SDAIMMASAug 25, 2024

Analyzing the Impact of Splicing Artifacts in Partially Fake Speech Signals

arXiv:2408.13784v19 citationsh-index: 14
Originality Incremental advance
AI Analysis

This addresses the challenge of identifying spliced audio in multimedia forensics, though it is incremental as it builds on existing detection methods by focusing on artifacts.

The paper tackles the problem of detecting partially fake speech signals by analyzing splicing artifacts introduced during signal concatenation, achieving detection EERs of 6.16% on PartialSpoof and 7.36% on HAD datasets without training a detector.

Speech deepfake detection has recently gained significant attention within the multimedia forensics community. Related issues have also been explored, such as the identification of partially fake signals, i.e., tracks that include both real and fake speech segments. However, generating high-quality spliced audio is not as straightforward as it may appear. Spliced signals are typically created through basic signal concatenation. This process could introduce noticeable artifacts that can make the generated data easier to detect. We analyze spliced audio tracks resulting from signal concatenation, investigate their artifacts and assess whether such artifacts introduce any bias in existing datasets. Our findings reveal that by analyzing splicing artifacts, we can achieve a detection EER of 6.16% and 7.36% on PartialSpoof and HAD datasets, respectively, without needing to train any detector. These results underscore the complexities of generating reliable spliced audio data and lead to discussions that can help improve future research in this area.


# [WHAT TO DO]
Return the lines of the data below in which the string "Logo" occurs.

---- GIVEN RECORDS

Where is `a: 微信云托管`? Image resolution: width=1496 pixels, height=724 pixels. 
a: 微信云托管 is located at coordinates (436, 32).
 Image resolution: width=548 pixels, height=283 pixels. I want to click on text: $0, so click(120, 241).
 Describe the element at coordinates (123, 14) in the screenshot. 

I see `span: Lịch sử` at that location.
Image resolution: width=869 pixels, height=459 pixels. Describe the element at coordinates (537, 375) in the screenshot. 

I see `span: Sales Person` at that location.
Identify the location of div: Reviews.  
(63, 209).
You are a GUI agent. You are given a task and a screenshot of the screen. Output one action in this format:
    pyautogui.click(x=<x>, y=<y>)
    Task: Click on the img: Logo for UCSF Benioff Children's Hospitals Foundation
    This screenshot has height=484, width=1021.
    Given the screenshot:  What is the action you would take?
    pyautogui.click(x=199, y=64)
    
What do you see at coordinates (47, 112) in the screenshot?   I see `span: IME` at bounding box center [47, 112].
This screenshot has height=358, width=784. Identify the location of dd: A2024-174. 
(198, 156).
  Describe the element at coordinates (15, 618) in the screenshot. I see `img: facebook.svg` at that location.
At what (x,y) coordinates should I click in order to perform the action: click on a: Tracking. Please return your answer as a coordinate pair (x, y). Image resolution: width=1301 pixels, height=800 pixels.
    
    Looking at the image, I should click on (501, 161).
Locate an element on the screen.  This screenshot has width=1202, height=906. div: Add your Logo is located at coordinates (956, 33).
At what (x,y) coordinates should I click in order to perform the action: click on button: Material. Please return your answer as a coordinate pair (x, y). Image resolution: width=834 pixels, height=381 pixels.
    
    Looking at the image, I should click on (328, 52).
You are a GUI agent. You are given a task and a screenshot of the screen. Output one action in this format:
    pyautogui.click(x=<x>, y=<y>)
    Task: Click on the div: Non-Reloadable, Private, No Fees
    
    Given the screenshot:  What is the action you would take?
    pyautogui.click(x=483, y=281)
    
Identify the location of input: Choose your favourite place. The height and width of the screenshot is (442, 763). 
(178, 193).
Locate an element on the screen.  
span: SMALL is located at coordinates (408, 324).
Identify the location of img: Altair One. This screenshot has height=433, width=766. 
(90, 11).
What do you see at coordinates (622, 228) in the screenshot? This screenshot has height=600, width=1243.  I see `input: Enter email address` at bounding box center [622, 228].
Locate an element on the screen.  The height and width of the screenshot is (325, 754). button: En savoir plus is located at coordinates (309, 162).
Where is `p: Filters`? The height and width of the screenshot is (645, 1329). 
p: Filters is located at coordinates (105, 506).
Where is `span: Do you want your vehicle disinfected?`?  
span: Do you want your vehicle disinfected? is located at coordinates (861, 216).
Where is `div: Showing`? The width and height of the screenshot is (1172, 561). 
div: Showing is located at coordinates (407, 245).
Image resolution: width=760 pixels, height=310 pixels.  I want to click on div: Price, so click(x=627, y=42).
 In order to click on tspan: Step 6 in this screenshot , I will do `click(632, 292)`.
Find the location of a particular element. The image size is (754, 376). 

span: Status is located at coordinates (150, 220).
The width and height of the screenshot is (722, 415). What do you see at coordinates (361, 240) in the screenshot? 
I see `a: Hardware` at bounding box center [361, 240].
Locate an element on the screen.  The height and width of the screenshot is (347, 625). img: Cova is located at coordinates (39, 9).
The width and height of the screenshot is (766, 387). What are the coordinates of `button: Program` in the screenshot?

--------

# [SOLVED PROBLEM]
    Task: Click on the img: Logo for UCSF Benioff Children's Hospitals Foundation
Locate an element on the screen.  This screenshot has width=1202, height=906. div: Add your Logo is located at coordinates (956, 33).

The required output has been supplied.